WASHINGTON — A new national poll shows Rick Santorum with a nine-point lead over Mitt Romney among Republican voters heading into Wednesday night’s Republican primary debate in Arizona.

Romney and Santorum remain in a near dead heat with President Barack Obama, who barely edges them out in a general election match-up, according to the survey released Wednesday by the Quinnipiac Polling Institute. Romney is slightly closer than Santorum when paired against the incumbent president, lagging only two points behind Obama.

In the GOP field, Newt Gingrich and Ron Paul trail the frontrunners with with 14 percent and 11 percent, respectively.

And in a hypothetical two-man race, Santorum’s lead polling lead widens, 50 percent to Romney’s 37 percent.

At a news conference Wednesday announcing the results, Quinnipiac Polling Institute Assistant Director Peter Brown called Santorum’s lead “solid but not dramatic.” Brown said he still sees Romney as the GOP frontrunner, mostly due to the former Massachusetts governor’s delegate tally.

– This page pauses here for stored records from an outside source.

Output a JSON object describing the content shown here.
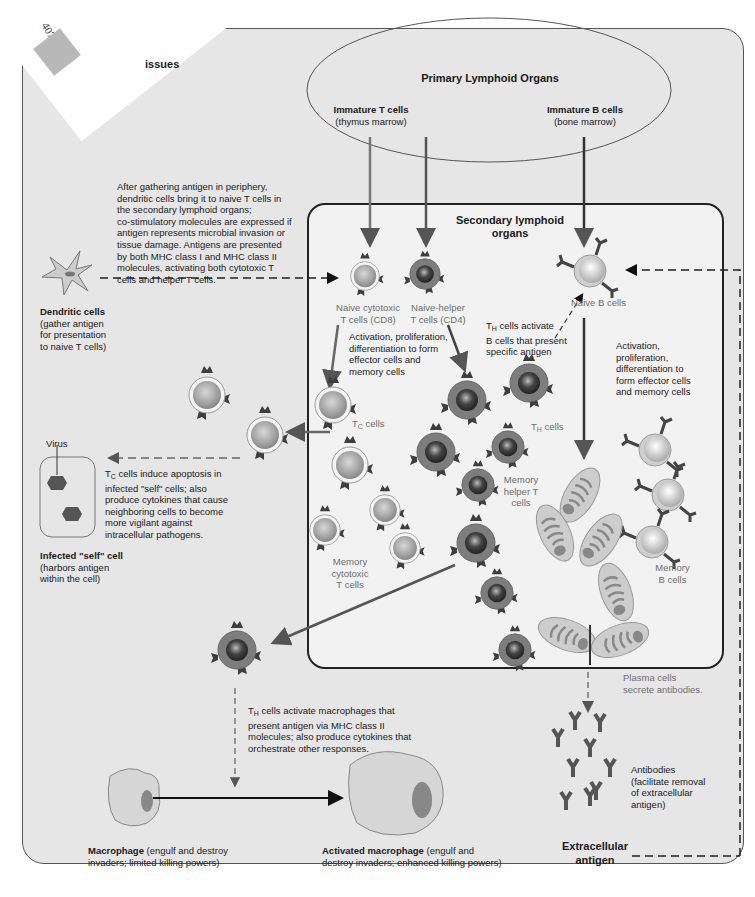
{
  "page": {
    "number": "407",
    "section_title_fragment": "issues"
  },
  "primary_organs": {
    "title": "Primary Lymphoid Organs",
    "immature_t": {
      "title": "Immature T cells",
      "subtitle": "(thymus marrow)"
    },
    "immature_b": {
      "title": "Immature B cells",
      "subtitle": "(bone marrow)"
    }
  },
  "secondary_organs": {
    "title_line1": "Secondary lymphoid",
    "title_line2": "organs"
  },
  "dendritic": {
    "title": "Dendritic cells",
    "desc": [
      "(gather antigen",
      "for presentation",
      "to naive T cells)"
    ],
    "note": [
      "After gathering antigen in periphery,",
      "dendritic cells bring it to naive T cells in",
      "the secondary lymphoid organs;",
      "co-stimulatory molecules are expressed if",
      "antigen represents microbial invasion or",
      "tissue damage. Antigens are presented",
      "by both MHC class I and MHC class II",
      "molecules, activating both cytotoxic T",
      "cells and helper T cells."
    ]
  },
  "naive": {
    "cytotoxic": [
      "Naive cytotoxic",
      "T cells (CD8)"
    ],
    "helper": [
      "Naive-helper",
      "T cells (CD4)"
    ],
    "b": "Naive B cells"
  },
  "activation_t": [
    "Activation, proliferation,",
    "differentiation to form",
    "effector cells and",
    "memory cells"
  ],
  "activation_b": [
    "Activation,",
    "proliferation,",
    "differentiation to",
    "form effector cells",
    "and memory cells"
  ],
  "th_activate_b": {
    "prefix": "T",
    "sub": "H",
    "lines": [
      " cells activate",
      "B cells that present",
      "specific antigen"
    ]
  },
  "tc_cells": {
    "prefix": "T",
    "sub": "C",
    "suffix": " cells"
  },
  "th_cells": {
    "prefix": "T",
    "sub": "H",
    "suffix": " cells"
  },
  "memory_helper": [
    "Memory",
    "helper T",
    "cells"
  ],
  "memory_cytotoxic": [
    "Memory",
    "cytotoxic",
    "T cells"
  ],
  "memory_b": [
    "Memory",
    "B cells"
  ],
  "infected": {
    "virus_label": "Virus",
    "title": "Infected \"self\" cell",
    "desc": [
      "(harbors antigen",
      "within the cell)"
    ]
  },
  "tc_apoptosis": {
    "prefix": "T",
    "sub": "C",
    "lines": [
      " cells induce apoptosis in",
      "infected \"self\" cells; also",
      "produce cytokines that cause",
      "neighboring cells to become",
      "more vigilant against",
      "intracellular pathogens."
    ]
  },
  "th_macrophage": {
    "prefix": "T",
    "sub": "H",
    "lines": [
      " cells activate macrophages that",
      "present antigen via MHC class II",
      "molecules; also produce cytokines that",
      "orchestrate other responses."
    ]
  },
  "plasma": [
    "Plasma cells",
    "secrete antibodies."
  ],
  "antibodies": [
    "Antibodies",
    "(facilitate removal",
    "of extracellular",
    "antigen)"
  ],
  "extracellular": [
    "Extracellular",
    "antigen"
  ],
  "macrophage": {
    "title": "Macrophage",
    "desc_line1": " (engulf and destroy",
    "desc_line2": "invaders; limited killing powers)"
  },
  "activated_macrophage": {
    "title": "Activated macrophage",
    "desc_line1": " (engulf and",
    "desc_line2": "destroy invaders; enhanced killing powers)"
  },
  "colors": {
    "panel_bg": "#e6e6e6",
    "inner_bg": "#f2f2f2",
    "tc_cell": "#9a9a9a",
    "th_cell": "#7d7d7d",
    "b_cell": "#c8c8c8",
    "arrow": "#555555",
    "receptor": "#3d3d3d"
  }
}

“Leads, as we all know this year, have been somewhat ephemeral during campaigns,” Brown told reporters. “They’ve come and gone.”

In the national survey, 48 percent of GOP voters said it would be bad for their party if none of the current candidates win enough delegates to be nominated before the national convention in August. That could force a “brokered convention,” Brown said. If party leaders were to nominate someone not in the primary race, 32 percent prefer New Jersey Gov. Chris Christie, according to the poll.

Brown said the Quinnipiac poll confirms that voters want the primaries to pick their party’s nominee, not convention delegates.

He pointed to Santorum and Romney’s competitiveness in polling against Obama as evidence that a grueling primary season has not yet damaged the GOP brand.

“At this point, at least nationally, all the controversy in the Republican primary does not appear to be hurting the Republican vote as they look towards November,” Brown said.

The four candidates are set to take the stage Wednesday night for their first debate in almost a month at the Mesa Arts Center in Mesa, Ariz. The televised event comes five days before Arizona and Michigan’s primary contests, where Romney and Santorum have been rallying back and forth in state polling.

The Quinnipiac poll, the Hamden, Conn.-based institute’s first national gauge of the GOP primary season, was conducted from Feb. 14 to 20 and surveyed 2,605 registered voters. It has a 1.9 percent margin of error.